Robert Haas <robertmh...@gmail.com> writes:
> Actually, I think Tom made some changes for 8.5 that should eliminate
> the randomness, if not the badness.  Or am I misremembering?

It was mostly Andres' work, see
http://archives.postgresql.org/pgsql-committers/2009-07/msg00148.php

> One other thing I'm noticing about the current implementation is that
> it seems to spend an entirely excessive amount of brain power
> considering the best order in which to execute cross-joins.  If I do
> X, A JOIN B ON Pab JOIN C ON Pac JOIN D ON Pad JOIN E ON Pae, it looks
> to me like join_search_one_level() will try joining X to each of A-E.
> That seems fairly pointless; why would I ever want to join X to
> anything other than {A B C D E}?

Not sure that a lot of cross joins with no conditions is the case to
design around.  Usually queries aren't that devoid of features of
interest, and so different join paths are actually usefully different.

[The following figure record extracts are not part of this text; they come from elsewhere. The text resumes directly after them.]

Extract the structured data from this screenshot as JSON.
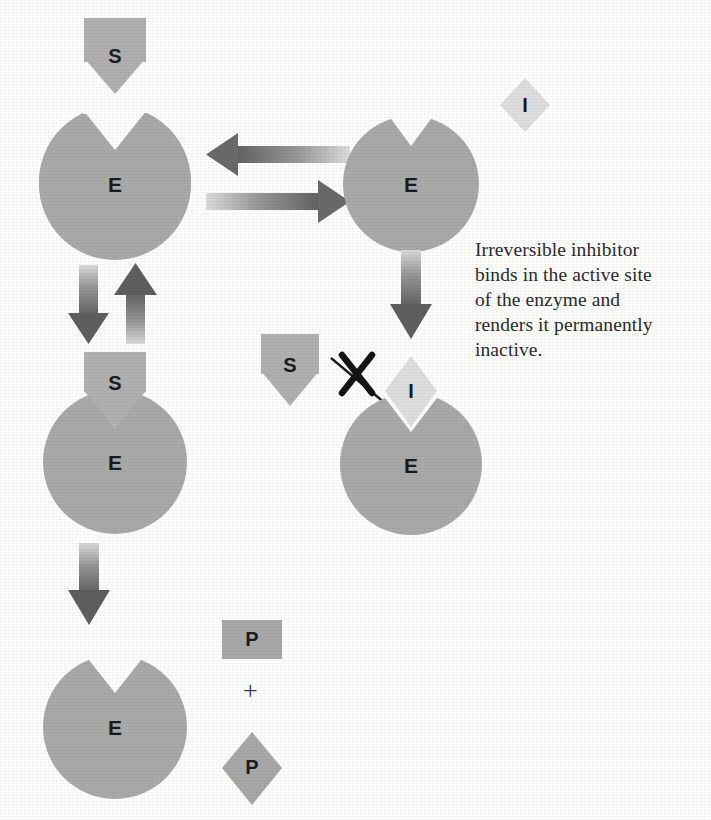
{
  "diagram": {
    "colors": {
      "enzyme_fill": "#a9a9a9",
      "substrate_fill": "#b0b0b0",
      "product_fill": "#a8a8a8",
      "inhibitor_fill": "#dedede",
      "arrow_dark": "#6a6a6a",
      "arrow_light": "#d8d8d8",
      "text": "#1b1b1b",
      "background": "#fdfdfc"
    },
    "caption": {
      "text": "Irreversible inhibitor binds in the active site of the enzyme and renders it permanently inactive.",
      "lines": [
        "Irreversible inhibitor",
        "binds in the active site",
        "of the enzyme and",
        "renders it permanently",
        "inactive."
      ]
    },
    "labels": {
      "substrate": "S",
      "enzyme": "E",
      "inhibitor": "I",
      "product": "P",
      "plus": "+"
    },
    "nodes": [
      {
        "id": "substrate-top",
        "label": "S",
        "shape": "rect-diamond"
      },
      {
        "id": "enzyme-free-left",
        "label": "E",
        "shape": "notched-circle"
      },
      {
        "id": "enzyme-free-right",
        "label": "E",
        "shape": "notched-circle"
      },
      {
        "id": "inhibitor-free",
        "label": "I",
        "shape": "diamond"
      },
      {
        "id": "enzyme-substrate-complex",
        "label": "E",
        "shape": "notched-circle"
      },
      {
        "id": "substrate-bound",
        "label": "S",
        "shape": "rect-diamond"
      },
      {
        "id": "substrate-blocked",
        "label": "S",
        "shape": "rect-diamond"
      },
      {
        "id": "enzyme-inhibited",
        "label": "E",
        "shape": "notched-circle"
      },
      {
        "id": "inhibitor-bound",
        "label": "I",
        "shape": "diamond"
      },
      {
        "id": "enzyme-regenerated",
        "label": "E",
        "shape": "notched-circle"
      },
      {
        "id": "product-rect",
        "label": "P",
        "shape": "rect"
      },
      {
        "id": "product-diamond",
        "label": "P",
        "shape": "diamond"
      }
    ],
    "arrows": [
      {
        "id": "substrate-entry-arrow",
        "direction": "down",
        "style": "gradient"
      },
      {
        "id": "reversible-arrow-left",
        "direction": "left",
        "style": "gradient"
      },
      {
        "id": "reversible-arrow-right",
        "direction": "right",
        "style": "gradient"
      },
      {
        "id": "complex-form-arrow",
        "direction": "down",
        "style": "gradient"
      },
      {
        "id": "complex-reverse-arrow",
        "direction": "up",
        "style": "gradient"
      },
      {
        "id": "inhibition-arrow",
        "direction": "down",
        "style": "gradient"
      },
      {
        "id": "product-release-arrow",
        "direction": "down",
        "style": "gradient"
      },
      {
        "id": "blocked-binding-arrow",
        "direction": "diagonal",
        "style": "thin-crossed"
      }
    ],
    "annotations": [
      {
        "id": "blocking-x-mark",
        "symbol": "X",
        "meaning": "binding prevented"
      }
    ]
  }
}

> ...  We should maybe also
> think about raising the default value for work_mem.  It's hard for me
> to believe that the average Postgres user wants a sort that takes more
> than 1MB of memory to spill to disk; there certainly are people who
> probably want that, but I doubt there are very many.  I believe we've
> been using that value for a decade, and memory size has increased a
> lot in that time.

Maybe.  I'll certainly grant that machines have more memory, but is the
average Postgres installation using that to run bigger sorts, or to run
more sorts (either more concurrent queries or more complex queries
containing more sorts)?  We know that increasing work_mem too much
can be counterproductive, and much sooner than one might think.